20 books104 followers
I am a semi-retired chemist, PhD from the University of Canterbury, New Zealand, and during this PhD my results came out on the wrong side of a scientific debate that was going on at the time. This story is being told on my scientific blog http://my.rsc.org/blogs/84 from October, 2012 onwards. The net result of this was I became perhaps a little skeptical of how science proceeds, and later, when invited to write a scientific book, I began "Elements of Theory". I was somewhat too slow, and the fact the editor found out that I was not a professor did not help. The project was orphaned, but I continued, and four volumes are now available on Amazon as ebooks. The first shows how to form theory, and provides seventy problems to test theory-forming skill. The second involves an alternative theory of planetary formation and biogenesis. The third elaborates on my alternative interpretation of quantum mechanics, while the fourth surveys biofuel technology, an area in which I have spent much of my scientific career

I had also tried writing a novel as an undergraduate, which was rejected four times, after which I gave up, however some time later I revisited this, and later self-published. However, I was barred from publicity through a different commercial venture, and I found selling this novel without any advertising somewhat difficult.
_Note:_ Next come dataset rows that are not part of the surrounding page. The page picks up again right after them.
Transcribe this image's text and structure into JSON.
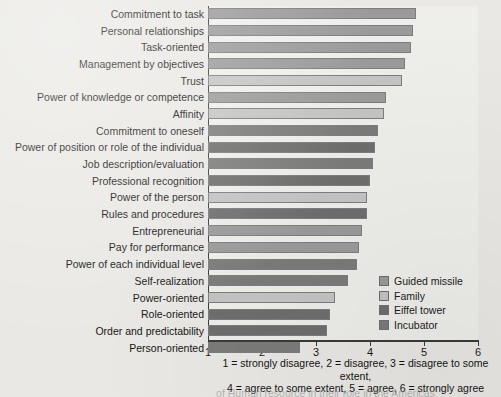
{
  "chart_data": {
    "type": "bar",
    "orientation": "horizontal",
    "title": "",
    "xlabel": "",
    "ylabel": "",
    "xlim": [
      1,
      6
    ],
    "xticks": [
      1,
      2,
      3,
      4,
      5,
      6
    ],
    "grid": false,
    "legend_position": "inside-right-lower",
    "categories": [
      "Commitment to task",
      "Personal relationships",
      "Task-oriented",
      "Management by objectives",
      "Trust",
      "Power of knowledge or competence",
      "Affinity",
      "Commitment to oneself",
      "Power of position or role of the individual",
      "Job description/evaluation",
      "Professional recognition",
      "Power of the person",
      "Rules and procedures",
      "Entrepreneurial",
      "Pay for performance",
      "Power of each individual level",
      "Self-realization",
      "Power-oriented",
      "Role-oriented",
      "Order and predictability",
      "Person-oriented"
    ],
    "values": [
      4.85,
      4.8,
      4.75,
      4.65,
      4.6,
      4.3,
      4.25,
      4.15,
      4.1,
      4.05,
      4.0,
      3.95,
      3.95,
      3.85,
      3.8,
      3.75,
      3.6,
      3.35,
      3.25,
      3.2,
      2.7
    ],
    "series_assignment": [
      "Guided missile",
      "Guided missile",
      "Guided missile",
      "Guided missile",
      "Family",
      "Guided missile",
      "Family",
      "Incubator",
      "Eiffel tower",
      "Incubator",
      "Eiffel tower",
      "Family",
      "Eiffel tower",
      "Guided missile",
      "Guided missile",
      "Incubator",
      "Incubator",
      "Family",
      "Eiffel tower",
      "Eiffel tower",
      "Incubator"
    ],
    "series": [
      {
        "name": "Guided missile",
        "color": "#9a9a9a"
      },
      {
        "name": "Family",
        "color": "#c4c4c4"
      },
      {
        "name": "Eiffel tower",
        "color": "#6e6e6e"
      },
      {
        "name": "Incubator",
        "color": "#7b7b7b"
      }
    ],
    "legend": [
      "Guided missile",
      "Family",
      "Eiffel tower",
      "Incubator"
    ],
    "tick_labels": [
      "1",
      "2",
      "3",
      "4",
      "5",
      "6"
    ],
    "caption_line1": "1 = strongly disagree, 2 = disagree, 3 = disagree to some extent,",
    "caption_line2": "4 = agree to some extent, 5 = agree, 6 = strongly agree",
    "footer_cut_off": "of Human resource in their role in the Americas"
  },
  "colors": {
    "background": "#e9e8e4",
    "plot_background": "#eeeeea",
    "axis": "#3a3a3a",
    "text": "#1b1b1b",
    "guided_missile": "#9a9a9a",
    "family": "#c4c4c4",
    "eiffel_tower": "#6e6e6e",
    "incubator": "#7b7b7b"
  }
}
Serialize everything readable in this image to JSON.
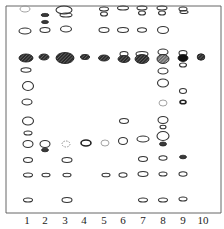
{
  "figure": {
    "type": "thin-layer chromatogram",
    "lanes": [
      {
        "label": "1",
        "x": 27
      },
      {
        "label": "2",
        "x": 45
      },
      {
        "label": "3",
        "x": 65
      },
      {
        "label": "4",
        "x": 84
      },
      {
        "label": "5",
        "x": 104
      },
      {
        "label": "6",
        "x": 123
      },
      {
        "label": "7",
        "x": 143
      },
      {
        "label": "8",
        "x": 163
      },
      {
        "label": "9",
        "x": 183
      },
      {
        "label": "10",
        "x": 203
      }
    ],
    "spots": [
      {
        "lane": "1",
        "x": 25,
        "y": 9,
        "rx": 5,
        "ry": 3,
        "style": "faint"
      },
      {
        "lane": "1",
        "x": 25,
        "y": 31,
        "rx": 6,
        "ry": 3,
        "style": "outline"
      },
      {
        "lane": "1",
        "x": 26,
        "y": 58,
        "rx": 7,
        "ry": 4,
        "style": "dark-hatched"
      },
      {
        "lane": "1",
        "x": 26,
        "y": 70,
        "rx": 5,
        "ry": 2.2,
        "style": "outline"
      },
      {
        "lane": "1",
        "x": 28,
        "y": 86,
        "rx": 5.5,
        "ry": 4.5,
        "style": "outline"
      },
      {
        "lane": "1",
        "x": 27,
        "y": 102,
        "rx": 5,
        "ry": 3,
        "style": "outline"
      },
      {
        "lane": "1",
        "x": 28,
        "y": 121,
        "rx": 5.5,
        "ry": 4,
        "style": "outline"
      },
      {
        "lane": "1",
        "x": 28,
        "y": 133,
        "rx": 4,
        "ry": 2,
        "style": "outline"
      },
      {
        "lane": "1",
        "x": 28,
        "y": 144,
        "rx": 5,
        "ry": 3.5,
        "style": "outline"
      },
      {
        "lane": "1",
        "x": 28,
        "y": 160,
        "rx": 4.5,
        "ry": 2.5,
        "style": "outline"
      },
      {
        "lane": "1",
        "x": 28,
        "y": 175,
        "rx": 4.5,
        "ry": 2,
        "style": "outline"
      },
      {
        "lane": "1",
        "x": 28,
        "y": 200,
        "rx": 4.5,
        "ry": 2,
        "style": "outline"
      },
      {
        "lane": "2",
        "x": 45,
        "y": 15,
        "rx": 4,
        "ry": 1.6,
        "style": "dark"
      },
      {
        "lane": "2",
        "x": 45,
        "y": 22,
        "rx": 3.5,
        "ry": 1.6,
        "style": "dark"
      },
      {
        "lane": "2",
        "x": 45,
        "y": 30,
        "rx": 5,
        "ry": 2.5,
        "style": "outline"
      },
      {
        "lane": "2",
        "x": 44,
        "y": 57,
        "rx": 5,
        "ry": 3,
        "style": "dark-hatched"
      },
      {
        "lane": "2",
        "x": 45,
        "y": 144,
        "rx": 5,
        "ry": 3.5,
        "style": "outline"
      },
      {
        "lane": "2",
        "x": 45,
        "y": 150,
        "rx": 3.5,
        "ry": 1.8,
        "style": "dark"
      },
      {
        "lane": "2",
        "x": 46,
        "y": 175,
        "rx": 4,
        "ry": 1.8,
        "style": "outline"
      },
      {
        "lane": "3",
        "x": 64,
        "y": 10,
        "rx": 8,
        "ry": 4,
        "style": "outline"
      },
      {
        "lane": "3",
        "x": 66,
        "y": 15,
        "rx": 6,
        "ry": 2,
        "style": "outline"
      },
      {
        "lane": "3",
        "x": 66,
        "y": 29,
        "rx": 5.5,
        "ry": 3,
        "style": "outline"
      },
      {
        "lane": "3",
        "x": 65,
        "y": 58,
        "rx": 9,
        "ry": 5.5,
        "style": "dark-hatched"
      },
      {
        "lane": "3",
        "x": 66,
        "y": 144,
        "rx": 4,
        "ry": 3,
        "style": "dashed"
      },
      {
        "lane": "3",
        "x": 67,
        "y": 160,
        "rx": 5,
        "ry": 2.5,
        "style": "outline"
      },
      {
        "lane": "3",
        "x": 67,
        "y": 175,
        "rx": 4,
        "ry": 1.8,
        "style": "outline"
      },
      {
        "lane": "3",
        "x": 67,
        "y": 200,
        "rx": 5,
        "ry": 2.5,
        "style": "outline"
      },
      {
        "lane": "4",
        "x": 85,
        "y": 57,
        "rx": 4.5,
        "ry": 2.5,
        "style": "dark-hatched"
      },
      {
        "lane": "4",
        "x": 86,
        "y": 143,
        "rx": 5,
        "ry": 3,
        "style": "outline-heavy"
      },
      {
        "lane": "5",
        "x": 104,
        "y": 9,
        "rx": 4.5,
        "ry": 2,
        "style": "outline"
      },
      {
        "lane": "5",
        "x": 104,
        "y": 14,
        "rx": 3.5,
        "ry": 2,
        "style": "outline"
      },
      {
        "lane": "5",
        "x": 104,
        "y": 30,
        "rx": 5,
        "ry": 2.5,
        "style": "outline"
      },
      {
        "lane": "5",
        "x": 104,
        "y": 58,
        "rx": 5.5,
        "ry": 3,
        "style": "dark-hatched"
      },
      {
        "lane": "5",
        "x": 105,
        "y": 143,
        "rx": 4,
        "ry": 3,
        "style": "faint"
      },
      {
        "lane": "5",
        "x": 106,
        "y": 175,
        "rx": 4,
        "ry": 1.8,
        "style": "outline"
      },
      {
        "lane": "6",
        "x": 123,
        "y": 8,
        "rx": 5.5,
        "ry": 2,
        "style": "outline"
      },
      {
        "lane": "6",
        "x": 123,
        "y": 30,
        "rx": 5.5,
        "ry": 2.5,
        "style": "outline"
      },
      {
        "lane": "6",
        "x": 124,
        "y": 54,
        "rx": 4,
        "ry": 2.5,
        "style": "outline"
      },
      {
        "lane": "6",
        "x": 124,
        "y": 59,
        "rx": 6,
        "ry": 3.5,
        "style": "dark-hatched"
      },
      {
        "lane": "6",
        "x": 124,
        "y": 121,
        "rx": 4.5,
        "ry": 2.5,
        "style": "outline"
      },
      {
        "lane": "6",
        "x": 123,
        "y": 141,
        "rx": 4.5,
        "ry": 3.5,
        "style": "outline"
      },
      {
        "lane": "6",
        "x": 123,
        "y": 175,
        "rx": 4,
        "ry": 2.2,
        "style": "outline"
      },
      {
        "lane": "7",
        "x": 142,
        "y": 8,
        "rx": 5,
        "ry": 2,
        "style": "outline"
      },
      {
        "lane": "7",
        "x": 142,
        "y": 13,
        "rx": 3.5,
        "ry": 2,
        "style": "outline"
      },
      {
        "lane": "7",
        "x": 142,
        "y": 30,
        "rx": 4.5,
        "ry": 2.2,
        "style": "outline"
      },
      {
        "lane": "7",
        "x": 142,
        "y": 54,
        "rx": 6,
        "ry": 2.5,
        "style": "outline"
      },
      {
        "lane": "7",
        "x": 142,
        "y": 59,
        "rx": 7,
        "ry": 4.5,
        "style": "dark-hatched"
      },
      {
        "lane": "7",
        "x": 143,
        "y": 139,
        "rx": 6,
        "ry": 3,
        "style": "outline"
      },
      {
        "lane": "7",
        "x": 143,
        "y": 159,
        "rx": 4.5,
        "ry": 2.5,
        "style": "outline"
      },
      {
        "lane": "7",
        "x": 143,
        "y": 174,
        "rx": 5,
        "ry": 2.5,
        "style": "outline"
      },
      {
        "lane": "7",
        "x": 143,
        "y": 200,
        "rx": 4.5,
        "ry": 2,
        "style": "outline"
      },
      {
        "lane": "8",
        "x": 162,
        "y": 8,
        "rx": 5,
        "ry": 2,
        "style": "outline"
      },
      {
        "lane": "8",
        "x": 162,
        "y": 13,
        "rx": 3.5,
        "ry": 2,
        "style": "outline"
      },
      {
        "lane": "8",
        "x": 163,
        "y": 30,
        "rx": 5.5,
        "ry": 3.5,
        "style": "outline"
      },
      {
        "lane": "8",
        "x": 163,
        "y": 52,
        "rx": 5,
        "ry": 3,
        "style": "outline"
      },
      {
        "lane": "8",
        "x": 163,
        "y": 59,
        "rx": 6,
        "ry": 4.5,
        "style": "light-hatched"
      },
      {
        "lane": "8",
        "x": 163,
        "y": 71,
        "rx": 5,
        "ry": 3,
        "style": "outline"
      },
      {
        "lane": "8",
        "x": 163,
        "y": 83,
        "rx": 5.5,
        "ry": 4,
        "style": "outline"
      },
      {
        "lane": "8",
        "x": 163,
        "y": 103,
        "rx": 4,
        "ry": 3,
        "style": "faint"
      },
      {
        "lane": "8",
        "x": 163,
        "y": 120,
        "rx": 5,
        "ry": 3.5,
        "style": "outline"
      },
      {
        "lane": "8",
        "x": 163,
        "y": 127,
        "rx": 3,
        "ry": 1.8,
        "style": "outline"
      },
      {
        "lane": "8",
        "x": 163,
        "y": 136,
        "rx": 6,
        "ry": 4.5,
        "style": "outline"
      },
      {
        "lane": "8",
        "x": 163,
        "y": 144,
        "rx": 3.5,
        "ry": 2,
        "style": "dark"
      },
      {
        "lane": "8",
        "x": 163,
        "y": 158,
        "rx": 4,
        "ry": 2.2,
        "style": "outline"
      },
      {
        "lane": "8",
        "x": 163,
        "y": 174,
        "rx": 4,
        "ry": 2,
        "style": "outline"
      },
      {
        "lane": "8",
        "x": 163,
        "y": 200,
        "rx": 4.5,
        "ry": 2,
        "style": "outline"
      },
      {
        "lane": "9",
        "x": 183,
        "y": 9,
        "rx": 4,
        "ry": 2,
        "style": "outline"
      },
      {
        "lane": "9",
        "x": 184,
        "y": 12,
        "rx": 4,
        "ry": 1.5,
        "style": "outline"
      },
      {
        "lane": "9",
        "x": 183,
        "y": 53,
        "rx": 4,
        "ry": 2.5,
        "style": "outline"
      },
      {
        "lane": "9",
        "x": 183,
        "y": 58,
        "rx": 5,
        "ry": 3.5,
        "style": "black"
      },
      {
        "lane": "9",
        "x": 183,
        "y": 65,
        "rx": 3.5,
        "ry": 2,
        "style": "outline"
      },
      {
        "lane": "9",
        "x": 183,
        "y": 91,
        "rx": 3.5,
        "ry": 2.5,
        "style": "outline"
      },
      {
        "lane": "9",
        "x": 183,
        "y": 102,
        "rx": 3,
        "ry": 1.8,
        "style": "outline-heavy"
      },
      {
        "lane": "9",
        "x": 183,
        "y": 157,
        "rx": 3.5,
        "ry": 1.8,
        "style": "dark"
      },
      {
        "lane": "9",
        "x": 183,
        "y": 174,
        "rx": 4,
        "ry": 2.2,
        "style": "outline"
      },
      {
        "lane": "9",
        "x": 183,
        "y": 199,
        "rx": 4,
        "ry": 2,
        "style": "outline"
      },
      {
        "lane": "10",
        "x": 201,
        "y": 57,
        "rx": 3.8,
        "ry": 3.2,
        "style": "dark-hatched"
      }
    ],
    "frame": {
      "left": 6,
      "top": 6,
      "right": 221,
      "bottom": 213
    }
  }
}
About 1990, with spare time, thanks to the financial crisis, I began writing a future history, which is now being self-published as ebooks. Two of these, Puppeteer, Troubles involve a future in which we do nothing to address declining oil supplies, and hence involve a dystopian future. Red Gold, and the "First Contact" trilogy involve a future with Martian settlement and a major Federation of countries, and is thus also involving an economic future in which resources become scarce. The last, Jonathon Munros, illustrates the problems of evil androids. The Gaius Claudius Scaevola trilogy is partly about military strategy, partly about what science is really about, and partly about how humans could live in an advanced alien society.